Author Contributions: Drs Agarwal and Waljee had full access to all of the data in the study and take responsibility for the integrity of the data and the accuracy of the data analysis.

Concept and design: All authors.

Acquisition, analysis, or interpretation of data: Agarwal, Bryan, Hu, Lee, Chua, Haffajee, Brummett, Waljee.

Drafting of the manuscript: Agarwal, Bryan, Chua, Brummett, Waljee.

Critical revision of the manuscript for important intellectual content: Agarwal, Hu, Lee, Chua, Haffajee, Brummett, Englesbe, Waljee.

Statistical analysis: Agarwal, Bryan, Hu, Chua.

Obtained funding: Waljee.

Administrative, technical, or material support: Agarwal, Bryan, Lee, Waljee.

Supervision: Lee, Haffajee, Brummett, Englesbe, Waljee.

Conflict of Interest Disclosures: Dr Lee reported receiving grants from Blue Cross Blue Shield of Michigan Foundation during the conduct of the study.

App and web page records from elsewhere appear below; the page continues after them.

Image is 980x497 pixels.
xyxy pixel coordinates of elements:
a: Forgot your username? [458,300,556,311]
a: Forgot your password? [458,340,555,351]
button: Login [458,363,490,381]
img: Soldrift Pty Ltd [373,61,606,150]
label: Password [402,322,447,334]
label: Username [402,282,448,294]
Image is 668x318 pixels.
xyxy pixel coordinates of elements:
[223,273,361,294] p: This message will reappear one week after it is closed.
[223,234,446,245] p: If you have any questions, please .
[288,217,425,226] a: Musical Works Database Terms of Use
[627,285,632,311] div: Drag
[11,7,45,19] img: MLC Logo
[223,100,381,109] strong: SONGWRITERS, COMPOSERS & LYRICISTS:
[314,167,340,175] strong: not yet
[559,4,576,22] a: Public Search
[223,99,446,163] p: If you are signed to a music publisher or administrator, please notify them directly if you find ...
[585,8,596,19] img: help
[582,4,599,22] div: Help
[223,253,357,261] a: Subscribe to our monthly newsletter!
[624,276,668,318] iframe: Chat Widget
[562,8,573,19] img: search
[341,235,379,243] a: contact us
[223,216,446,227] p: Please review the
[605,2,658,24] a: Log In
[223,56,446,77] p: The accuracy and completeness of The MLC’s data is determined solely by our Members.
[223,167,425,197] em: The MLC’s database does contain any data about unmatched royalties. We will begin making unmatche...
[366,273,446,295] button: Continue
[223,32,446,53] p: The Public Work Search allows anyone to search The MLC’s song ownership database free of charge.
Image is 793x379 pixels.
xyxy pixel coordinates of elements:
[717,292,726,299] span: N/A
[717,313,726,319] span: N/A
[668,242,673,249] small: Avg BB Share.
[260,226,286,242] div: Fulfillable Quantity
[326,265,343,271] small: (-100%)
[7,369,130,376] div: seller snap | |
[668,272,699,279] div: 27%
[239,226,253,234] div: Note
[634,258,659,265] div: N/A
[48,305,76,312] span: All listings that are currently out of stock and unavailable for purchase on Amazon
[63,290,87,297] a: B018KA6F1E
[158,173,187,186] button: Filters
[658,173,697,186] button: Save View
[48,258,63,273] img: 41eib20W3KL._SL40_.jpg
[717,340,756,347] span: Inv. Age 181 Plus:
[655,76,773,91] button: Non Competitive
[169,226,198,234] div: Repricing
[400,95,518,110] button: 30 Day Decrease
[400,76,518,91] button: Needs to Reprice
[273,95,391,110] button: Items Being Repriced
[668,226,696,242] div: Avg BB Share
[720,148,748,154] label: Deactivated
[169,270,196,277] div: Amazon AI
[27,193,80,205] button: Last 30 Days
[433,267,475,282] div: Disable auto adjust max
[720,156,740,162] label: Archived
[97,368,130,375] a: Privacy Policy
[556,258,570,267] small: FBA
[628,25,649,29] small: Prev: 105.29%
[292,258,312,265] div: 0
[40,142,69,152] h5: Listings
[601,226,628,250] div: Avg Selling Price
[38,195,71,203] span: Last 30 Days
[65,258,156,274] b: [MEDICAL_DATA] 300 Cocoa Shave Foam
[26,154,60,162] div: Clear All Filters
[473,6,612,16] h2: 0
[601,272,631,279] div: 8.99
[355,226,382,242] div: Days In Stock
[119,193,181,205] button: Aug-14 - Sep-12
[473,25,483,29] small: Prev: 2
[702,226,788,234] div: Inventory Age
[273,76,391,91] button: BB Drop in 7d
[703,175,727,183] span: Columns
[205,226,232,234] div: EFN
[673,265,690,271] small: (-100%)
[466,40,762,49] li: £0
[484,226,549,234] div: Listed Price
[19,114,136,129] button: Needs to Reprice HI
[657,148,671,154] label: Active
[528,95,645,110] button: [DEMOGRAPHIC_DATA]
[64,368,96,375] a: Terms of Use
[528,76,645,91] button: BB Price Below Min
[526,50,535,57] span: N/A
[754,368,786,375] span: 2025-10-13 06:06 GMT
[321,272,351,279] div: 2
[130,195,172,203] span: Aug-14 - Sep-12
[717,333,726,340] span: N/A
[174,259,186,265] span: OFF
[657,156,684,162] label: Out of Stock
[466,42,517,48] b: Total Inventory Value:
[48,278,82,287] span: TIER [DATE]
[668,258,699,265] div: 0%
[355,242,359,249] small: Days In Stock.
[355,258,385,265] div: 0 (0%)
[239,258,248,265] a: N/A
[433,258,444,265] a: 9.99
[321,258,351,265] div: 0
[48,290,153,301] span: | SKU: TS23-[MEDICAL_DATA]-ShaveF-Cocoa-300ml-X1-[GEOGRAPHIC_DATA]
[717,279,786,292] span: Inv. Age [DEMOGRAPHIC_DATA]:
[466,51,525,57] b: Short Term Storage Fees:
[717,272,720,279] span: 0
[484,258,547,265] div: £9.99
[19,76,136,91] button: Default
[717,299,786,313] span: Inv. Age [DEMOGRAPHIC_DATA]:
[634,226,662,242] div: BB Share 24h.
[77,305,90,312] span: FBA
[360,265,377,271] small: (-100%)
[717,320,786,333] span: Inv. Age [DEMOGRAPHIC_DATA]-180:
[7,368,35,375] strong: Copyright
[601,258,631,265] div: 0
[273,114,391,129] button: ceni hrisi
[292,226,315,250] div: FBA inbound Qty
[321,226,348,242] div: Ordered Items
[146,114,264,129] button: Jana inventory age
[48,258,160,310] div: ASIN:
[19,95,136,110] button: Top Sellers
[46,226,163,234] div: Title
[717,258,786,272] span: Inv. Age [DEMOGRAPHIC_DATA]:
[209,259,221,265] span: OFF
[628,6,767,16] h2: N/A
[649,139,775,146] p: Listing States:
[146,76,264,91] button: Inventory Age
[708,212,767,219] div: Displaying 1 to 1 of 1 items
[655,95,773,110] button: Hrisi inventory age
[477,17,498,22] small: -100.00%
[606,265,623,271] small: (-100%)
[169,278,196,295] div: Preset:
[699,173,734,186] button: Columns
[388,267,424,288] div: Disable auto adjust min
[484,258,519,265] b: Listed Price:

Dr Haffajee reported receiving grants from National Center for Advancing Translational Sciences of the National Institutes of Health and the Centers for Disease Control and Prevention for the University of Michigan Injury Prevention Center during the conduct of the study. Dr Brummett reported receiving grants from the University of Michigan and Michigan Opioid Prescribing Engagement Network and the US Department of Health and Human Services, Institutional–Precision Health Initiative, Opioid Use Case, receiving grants from the National Institutes of Health National Institute on Drug Abuse Prevention of Iatrogenic Opioid Dependence After Surgery, and serving as a consultant for Heron Therapeutics during the conduct of the study; and receiving research funding from Neuros Medical Inc, serving as a consultant for Recro Pharma and Heron Therapeutics, and holding a patent for peripheral perineural dexmedetomidine licensed to the University of Michigan outside the submitted work. Dr Englesbe reported receiving grants from Blue Cross and Blue Shield of Michigan during the conduct of the study. Dr Waljee reported receiving grants from National Institutes of Health and grants from the Michigan Department of Health and Human Services during the conduct of the study and being an unpaid consultant for 3M Health Information Systems outside the submitted work. No other disclosures were reported.

Funding/Support: Dr Waljee receives funding from the National Institute on Drug Abuse (grant RO1 DA042859), National Institute of Arthritis and Musculoskeletal and Skin Diseases (grant P50 AR070600), the Michigan Department of Health and Human Services (grant E20180672-00 Michigan DHHS - MA-2018 Master Agreement Program), the Substance Abuse and Mental Health Administration (grant SAMHSA: E20180568-00 MA-2018 Master Agreement Program), and the Centers for Disease Control and Prevention (grant E20182818-00 MA-2018 Master Agreement Program). Dr Chua is supported by a career development award from the National Institute on Drug Abuse (grant 1K08DA048110-01). Additional funding was provided by the University of Michigan School Dean's Office—Michigan Genomics Initiative and Precision Health Initiative, by the American College of Surgeons and the American Foundation for Surgery of the Hand (Dr Waljee), and by the Michigan Department of Health and Human Services (Drs Brummett, Waljee, and Englesbe).

Role of the Funder/Sponsor: The funding sources had no role in the design and conduct of the study; collection, management, analysis, and interpretation of the data; preparation, review, or approval of the manuscript; and decision to submit the manuscript for publication.